A LOC is only useful if it's structured to handle volatility. 2026 tariff uncertainty means material costs could spike again — and your LOC should have headroom to absorb unexpected draws.

Rule of thumb: Don't run your LOC above 70% of its limit under normal conditions. Keep 30% in reserve for disruptions. If your normal operations require 80–90% of your current line, it's too small — either request a limit increase or open a second facility.

Covenant management: Bank LOCs often include financial covenants (minimum DSCR, minimum current ratio, maximum leverage). In a tariff cost environment, margins can compress in ways that threaten covenant compliance. Know your covenants, model quarterly scenarios, and communicate proactively with your lender if you see a covenant risk coming. Lenders almost always work with borrowers who reach out early; they almost never work with borrowers who surprise them.

Refinancing timing: If you're coming up on a LOC renewal and your financials have deteriorated due to tariff costs, consider refinancing before the renewal — not during. Approach alternative lenders 90 days before your bank LOC renews, so you have options if terms change. Our fees guide covers what renewal costs typically look like.

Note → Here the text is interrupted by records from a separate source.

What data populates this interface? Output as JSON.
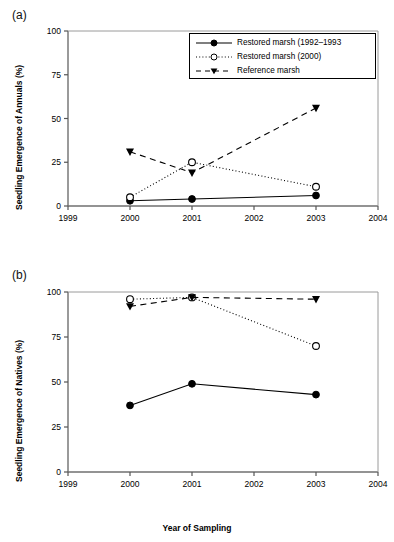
{
  "figure": {
    "panels": [
      {
        "id": "a",
        "label": "(a)",
        "ylabel": "Seedling Emergence of Annuals (%)",
        "xlabel": ""
      },
      {
        "id": "b",
        "label": "(b)",
        "ylabel": "Seedling Emergence of Natives (%)",
        "xlabel": "Year of Sampling"
      }
    ],
    "legend": {
      "items": [
        {
          "label": "Restored marsh (1992–1993",
          "marker": "filled-circle",
          "line": "solid"
        },
        {
          "label": "Restored marsh (2000)",
          "marker": "open-circle",
          "line": "dotted"
        },
        {
          "label": "Reference marsh",
          "marker": "filled-triangle-down",
          "line": "dashed"
        }
      ]
    }
  },
  "chart_data": [
    {
      "type": "line",
      "panel": "a",
      "title": "(a)",
      "xlabel": "",
      "ylabel": "Seedling Emergence of Annuals (%)",
      "x": [
        2000,
        2001,
        2003
      ],
      "xticks": [
        1999,
        2000,
        2001,
        2002,
        2003,
        2004
      ],
      "yticks": [
        0,
        25,
        50,
        75,
        100
      ],
      "xlim": [
        1999,
        2004
      ],
      "ylim": [
        0,
        100
      ],
      "grid": false,
      "legend_position": "top-right",
      "series": [
        {
          "name": "Restored marsh (1992–1993",
          "marker": "filled-circle",
          "line": "solid",
          "values": [
            3,
            4,
            6
          ]
        },
        {
          "name": "Restored marsh (2000)",
          "marker": "open-circle",
          "line": "dotted",
          "values": [
            5,
            25,
            11
          ]
        },
        {
          "name": "Reference marsh",
          "marker": "filled-triangle-down",
          "line": "dashed",
          "values": [
            31,
            19,
            56
          ]
        }
      ]
    },
    {
      "type": "line",
      "panel": "b",
      "title": "(b)",
      "xlabel": "Year of Sampling",
      "ylabel": "Seedling Emergence of Natives (%)",
      "x": [
        2000,
        2001,
        2003
      ],
      "xticks": [
        1999,
        2000,
        2001,
        2002,
        2003,
        2004
      ],
      "yticks": [
        0,
        25,
        50,
        75,
        100
      ],
      "xlim": [
        1999,
        2004
      ],
      "ylim": [
        0,
        100
      ],
      "grid": false,
      "legend_position": "none",
      "series": [
        {
          "name": "Restored marsh (1992–1993",
          "marker": "filled-circle",
          "line": "solid",
          "values": [
            37,
            49,
            43
          ]
        },
        {
          "name": "Restored marsh (2000)",
          "marker": "open-circle",
          "line": "dotted",
          "values": [
            96,
            97,
            70
          ]
        },
        {
          "name": "Reference marsh",
          "marker": "filled-triangle-down",
          "line": "dashed",
          "values": [
            92,
            97,
            96
          ]
        }
      ]
    }
  ]
}
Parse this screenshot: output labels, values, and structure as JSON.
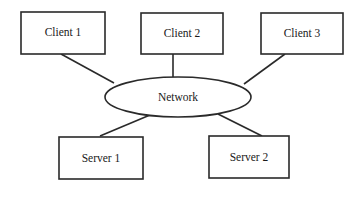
{
  "diagram": {
    "type": "network-topology",
    "hub": {
      "label": "Network"
    },
    "clients": [
      {
        "label": "Client 1"
      },
      {
        "label": "Client 2"
      },
      {
        "label": "Client 3"
      }
    ],
    "servers": [
      {
        "label": "Server 1"
      },
      {
        "label": "Server 2"
      }
    ],
    "colors": {
      "stroke": "#2a2a2a",
      "fill": "#ffffff",
      "text": "#1a1a1a"
    }
  }
}
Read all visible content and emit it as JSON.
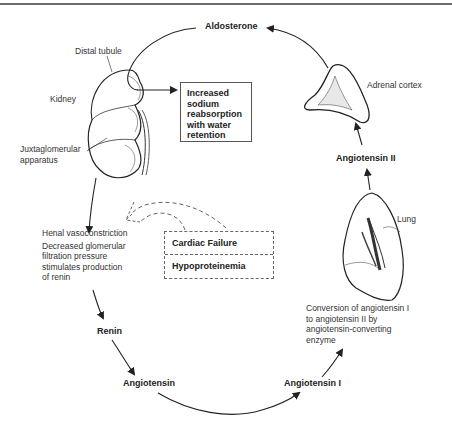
{
  "diagram": {
    "organs": {
      "kidney": "Kidney",
      "distal_tubule": "Distal tubule",
      "juxtaglomerular": [
        "Juxtaglomerular",
        "apparatus"
      ],
      "adrenal": "Adrenal cortex",
      "lung": "Lung"
    },
    "nodes": {
      "aldosterone": "Aldosterone",
      "angiotensin_ii": "Angiotensin II",
      "angiotensin_i": "Angiotensin I",
      "angiotensin": "Angiotensin",
      "renin": "Renin"
    },
    "effect_box": [
      "Increased",
      "sodium",
      "reabsorption",
      "with water",
      "retention"
    ],
    "renal_text": {
      "line1": "Henal vasoconstriction",
      "lines": [
        "Decreased glomerular",
        "filtration pressure",
        "stimulates production",
        "of renin"
      ]
    },
    "conversion_text": [
      "Conversion of angiotensin I",
      "to angiotensin II by",
      "angiotensin-converting",
      "enzyme"
    ],
    "causes": {
      "cause1": "Cardiac Failure",
      "cause2": "Hypoproteinemia"
    }
  }
}
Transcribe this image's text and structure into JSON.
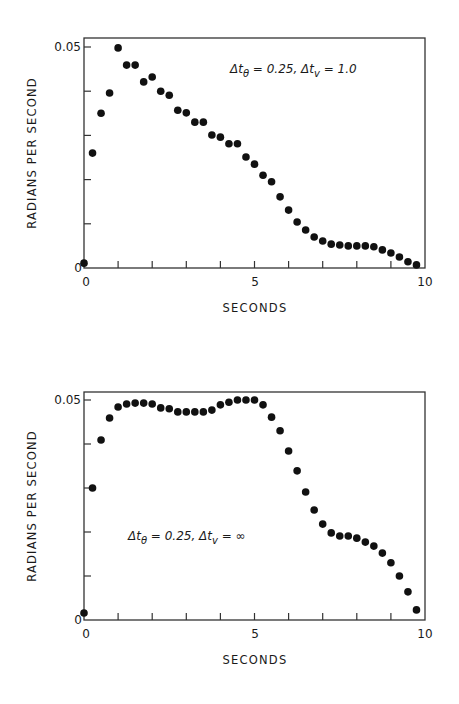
{
  "chart_data": [
    {
      "type": "scatter",
      "title": "",
      "annotation": "Δtθ = 0.25,  Δtv = 1.0",
      "annotation_parts": {
        "a": "Δt",
        "a_sub": "θ",
        "b": " = 0.25,  Δt",
        "b_sub": "v",
        "c": " = 1.0"
      },
      "xlabel": "SECONDS",
      "ylabel": "RADIANS PER SECOND",
      "xlim": [
        0,
        10
      ],
      "ylim": [
        0,
        0.05
      ],
      "x_tick_labels": [
        "0",
        "5",
        "10"
      ],
      "y_tick_labels": [
        "0",
        "0.05"
      ],
      "x_minor_ticks": [
        1,
        2,
        3,
        4,
        5,
        6,
        7,
        8,
        9
      ],
      "y_minor_ticks": [
        0.01,
        0.02,
        0.03,
        0.04
      ],
      "grid": false,
      "marker": "filled-circle",
      "x": [
        0,
        0.25,
        0.5,
        0.75,
        1.0,
        1.25,
        1.5,
        1.75,
        2.0,
        2.25,
        2.5,
        2.75,
        3.0,
        3.25,
        3.5,
        3.75,
        4.0,
        4.25,
        4.5,
        4.75,
        5.0,
        5.25,
        5.5,
        5.75,
        6.0,
        6.25,
        6.5,
        6.75,
        7.0,
        7.25,
        7.5,
        7.75,
        8.0,
        8.25,
        8.5,
        8.75,
        9.0,
        9.25,
        9.5,
        9.75
      ],
      "values": [
        0.0011,
        0.026,
        0.035,
        0.0396,
        0.0498,
        0.0459,
        0.0459,
        0.0421,
        0.0432,
        0.04,
        0.0391,
        0.0357,
        0.0351,
        0.033,
        0.033,
        0.0301,
        0.0296,
        0.0281,
        0.0281,
        0.0251,
        0.0235,
        0.021,
        0.0195,
        0.0161,
        0.0131,
        0.0104,
        0.0086,
        0.007,
        0.0061,
        0.0054,
        0.0052,
        0.005,
        0.005,
        0.005,
        0.0048,
        0.0041,
        0.0034,
        0.0025,
        0.0014,
        0.0007
      ]
    },
    {
      "type": "scatter",
      "title": "",
      "annotation": "Δtθ = 0.25,  Δtv = ∞",
      "annotation_parts": {
        "a": "Δt",
        "a_sub": "θ",
        "b": " = 0.25,  Δt",
        "b_sub": "v",
        "c": " =  ∞"
      },
      "xlabel": "SECONDS",
      "ylabel": "RADIANS PER SECOND",
      "xlim": [
        0,
        10
      ],
      "ylim": [
        0,
        0.05
      ],
      "x_tick_labels": [
        "0",
        "5",
        "10"
      ],
      "y_tick_labels": [
        "0",
        "0.05"
      ],
      "x_minor_ticks": [
        1,
        2,
        3,
        4,
        5,
        6,
        7,
        8,
        9
      ],
      "y_minor_ticks": [
        0.01,
        0.02,
        0.03,
        0.04
      ],
      "grid": false,
      "marker": "filled-circle",
      "x": [
        0,
        0.25,
        0.5,
        0.75,
        1.0,
        1.25,
        1.5,
        1.75,
        2.0,
        2.25,
        2.5,
        2.75,
        3.0,
        3.25,
        3.5,
        3.75,
        4.0,
        4.25,
        4.5,
        4.75,
        5.0,
        5.25,
        5.5,
        5.75,
        6.0,
        6.25,
        6.5,
        6.75,
        7.0,
        7.25,
        7.5,
        7.75,
        8.0,
        8.25,
        8.5,
        8.75,
        9.0,
        9.25,
        9.5,
        9.75
      ],
      "values": [
        0.0016,
        0.03,
        0.0409,
        0.0459,
        0.0484,
        0.0491,
        0.0493,
        0.0493,
        0.0491,
        0.0482,
        0.048,
        0.0473,
        0.0473,
        0.0473,
        0.0473,
        0.0477,
        0.0489,
        0.0495,
        0.05,
        0.05,
        0.05,
        0.0489,
        0.0461,
        0.043,
        0.0384,
        0.0339,
        0.0291,
        0.025,
        0.0218,
        0.0198,
        0.0191,
        0.0191,
        0.0186,
        0.0177,
        0.0168,
        0.0152,
        0.013,
        0.01,
        0.0064,
        0.0023
      ]
    }
  ],
  "colors": {
    "ink": "#111111",
    "frame": "#333333",
    "background": "#ffffff"
  }
}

Frequently Asked Questions

What size line of credit do Utah manufacturers typically need?
Utah manufacturers typically need LOCs sized at 15–20% of annual revenue for standard working capital, and up to 25–30% of revenue if managing significant tariff-driven inventory buildup. A $5M manufacturer should target a $750K–$1.5M LOC to have adequate flexibility. Use the sizing calculator above for a personalized recommendation.
Can a manufacturer use a LOC to pay tariffs upfront?
Yes. Drawing on a LOC to cover tariff payments at import allows you to maintain cash flow while the goods move through production and to customers. This is the core use case for tariff bridge financing. See our dedicated tariff refund financing guide for the full structure, including how to size a bridge specifically for tariff refund claims.
What collateral do lenders require for manufacturing LOCs?
Most manufacturing LOCs are secured by accounts receivable and inventory (asset-based lending). Banks typically lend 70–85% of eligible receivables and 40–60% of raw material inventory value. Equipment can supplement the borrowing base but is rarely the primary collateral for revolving credit. Under $500K, many online lenders require only a personal guarantee with no specific collateral pledge.
How quickly can a Utah manufacturer get a line of credit approved?
Online lenders: 24–72 hours with $100K–$500K limits. Community banks: 2–4 weeks with $250K–$5M limits. SBA CAPLine (revolving LOC): 45–90 days with up to $5M. If you need capital immediately for tariff costs, start with an online lender while simultaneously applying for a bank LOC. Our fast approval guide covers the exact preparation steps for rapid turnaround.
What's the difference between a revolving LOC and an asset-based lending facility?
A revolving LOC has a fixed limit you draw and repay freely. An asset-based lending (ABL) facility has a dynamic borrowing base that fluctuates with your receivables and inventory values — as you ship product and collect receivables, available credit expands. ABL facilities are typically larger and better suited to manufacturers with $10M+ in revenue. Both are revolving structures; the difference is how the limit is determined and monitored.